What is the best way to apply a function over the index of a Pandas DataFrame
?
Currently I am using this verbose approach:
pd.DataFrame({\"Month\":
A lot of answers are returning the Index as an array, which loses information about the index name etc (though you could do pd.Series(index.map(myfunc), name=index.name)
). It also won't work for a MultiIndex.
The way that I worked with this is to use "rename":
mix = pd.MultiIndex.from_tuples([[1, 'hi'], [2, 'there'], [3, 'dude']], names=['num', 'name'])
data = np.random.randn(3)
df = pd.Series(data, index=mix)
print(df)
num name
1 hi 1.249914
2 there -0.414358
3 dude 0.987852
dtype: float64
# Define a few dictionaries to denote the mapping
rename_dict = {i: i*100 for i in df.index.get_level_values('num')}
rename_dict.update({i: i+'_yeah!' for i in df.index.get_level_values('name')})
df = df.rename(index=rename_dict)
print(df)
num name
100 hi_yeah! 1.249914
200 there_yeah! -0.414358
300 dude_yeah! 0.987852
dtype: float64
The only trick with this is that your index needs to have unique labels b/w different multiindex levels, but maybe someone more clever than me knows how to get around that. For my purposes this works 95% of the time.

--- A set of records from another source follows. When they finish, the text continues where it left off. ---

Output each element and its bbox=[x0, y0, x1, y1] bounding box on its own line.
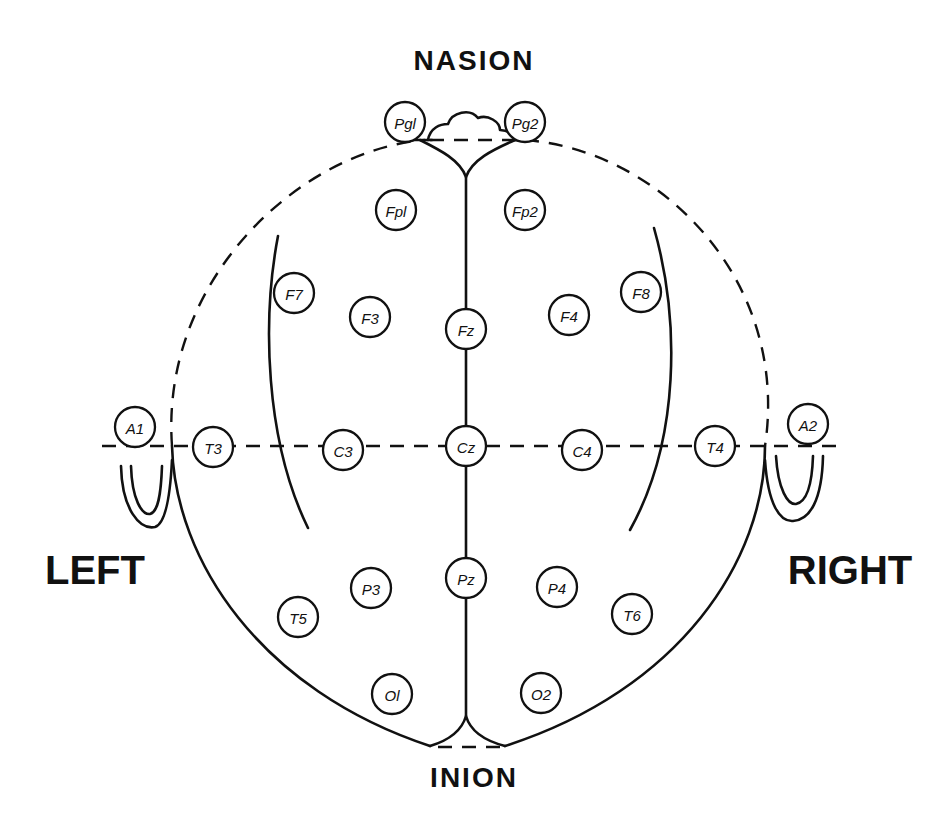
electrode-f4: F4 bbox=[549, 295, 589, 335]
inion-label: INION bbox=[430, 762, 518, 793]
electrode-label: T3 bbox=[204, 440, 222, 457]
electrode-label: C4 bbox=[572, 443, 591, 460]
electrode-f7: F7 bbox=[274, 273, 314, 313]
electrode-t4: T4 bbox=[695, 426, 735, 466]
electrode-a1: A1 bbox=[115, 407, 155, 447]
nasion-label: NASION bbox=[414, 45, 535, 76]
right-ear-inner bbox=[776, 456, 813, 504]
electrode-label: Pg2 bbox=[512, 115, 539, 132]
electrode-t3: T3 bbox=[193, 427, 233, 467]
left-ear-inner bbox=[131, 466, 162, 514]
electrode-c3: C3 bbox=[323, 430, 363, 470]
electrode-label: Fp2 bbox=[512, 203, 539, 220]
electrode-label: T4 bbox=[706, 439, 724, 456]
electrode-label: Cz bbox=[457, 439, 476, 456]
electrode-t6: T6 bbox=[612, 594, 652, 634]
electrode-label: Pz bbox=[457, 571, 475, 588]
electrode-fz: Fz bbox=[446, 309, 486, 349]
left-ear-outer bbox=[121, 460, 172, 527]
upper-head-outline bbox=[171, 140, 768, 446]
electrode-f3: F3 bbox=[350, 297, 390, 337]
electrode-label: Fpl bbox=[386, 203, 408, 220]
electrode-label: F8 bbox=[632, 285, 650, 302]
electrode-label: Fz bbox=[458, 322, 475, 339]
electrode-o1: Ol bbox=[372, 674, 412, 714]
electrode-label: P3 bbox=[362, 581, 381, 598]
inion-notch bbox=[430, 716, 505, 746]
electrode-cz: Cz bbox=[446, 426, 486, 466]
electrode-label: T5 bbox=[289, 610, 307, 627]
electrode-label: Pgl bbox=[394, 115, 416, 132]
electrode-p4: P4 bbox=[537, 567, 577, 607]
electrode-label: F4 bbox=[560, 308, 578, 325]
electrode-label: T6 bbox=[623, 607, 641, 624]
electrode-c4: C4 bbox=[562, 430, 602, 470]
electrode-fp1: Fpl bbox=[376, 190, 416, 230]
right-ear-outer bbox=[765, 456, 823, 521]
nasion-notch bbox=[420, 140, 515, 177]
electrode-label: Ol bbox=[385, 687, 401, 704]
electrode-pg2: Pg2 bbox=[505, 102, 545, 142]
electrode-p3: P3 bbox=[351, 568, 391, 608]
electrode-group: PglPg2FplFp2F7F3FzF4F8A1T3C3CzC4T4A2P3Pz… bbox=[115, 102, 828, 714]
electrode-a2: A2 bbox=[788, 404, 828, 444]
electrode-label: A1 bbox=[125, 420, 144, 437]
electrode-o2: O2 bbox=[521, 673, 561, 713]
electrode-label: P4 bbox=[548, 580, 566, 597]
electrode-label: A2 bbox=[798, 417, 818, 434]
electrode-t5: T5 bbox=[278, 597, 318, 637]
electrode-label: C3 bbox=[333, 443, 353, 460]
electrode-fp2: Fp2 bbox=[505, 190, 545, 230]
electrode-pg1: Pgl bbox=[385, 102, 425, 142]
eeg-10-20-diagram: NASION INION LEFT RIGHT PglPg2FplFp2F7F3… bbox=[0, 0, 949, 826]
right-label: RIGHT bbox=[788, 548, 912, 592]
left-label: LEFT bbox=[45, 548, 145, 592]
electrode-label: F3 bbox=[361, 310, 379, 327]
electrode-f8: F8 bbox=[621, 272, 661, 312]
electrode-label: F7 bbox=[285, 286, 303, 303]
electrode-label: O2 bbox=[531, 686, 552, 703]
electrode-pz: Pz bbox=[446, 558, 486, 598]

You can always convert an index using its to_series()
method, and then either apply
or map
, according to your preferences/needs.
ret = df.index.map(foo) # Returns pd.Index
ret = df.index.to_series().map(foo) # Returns pd.Series
ret = df.index.to_series().apply(foo) # Returns pd.Series
All of the above can be assigned directly to a new or existing column of df
:
df["column"] = ret
Just for completeness: pd.Index.map, pd.Series.map and pd.Series.apply all operate element-wise. I often use map
to apply lookups represented by dicts
or pd.Series
. apply
is more generic because you can pass any function along with additional args
or kwargs
. The differences between apply
and map
are further discussed in this SO thread. I don't know why pd.Index.apply
was omitted.
Assuming that you want to make a column in you're current DataFrame by applying your function "foo" to the index. You could write...
df['Month'] = df.index.map(foo)
To generate the series alone you could instead do ...
pd.Series({x: foo(x) for x in foo.index})
As already suggested by HYRY in the comments, Series.map is the way to go here. Just set the index to the resulting series.
Simple example:
df = pd.DataFrame({'d': [1, 2, 3]}, index=['FOO', 'BAR', 'BAZ'])
df
d
FOO 1
BAR 2
BAZ 3
df.index = df.index.map(str.lower)
df
d
foo 1
bar 2
baz 3
As pointed out by @OP. the df.index.map(str.lower)
call returns a numpy array.
This is because dataframe indices are based on numpy arrays, not Series.
The only way of making the index into a Series is to create a Series from it.
pd.Series(df.index.map(str.lower))
The Index
class now subclasses the StringAccessorMixin
, which means that you can do the above operation as follows
df.index.str.lower()
This still produces an Index object, not a Series.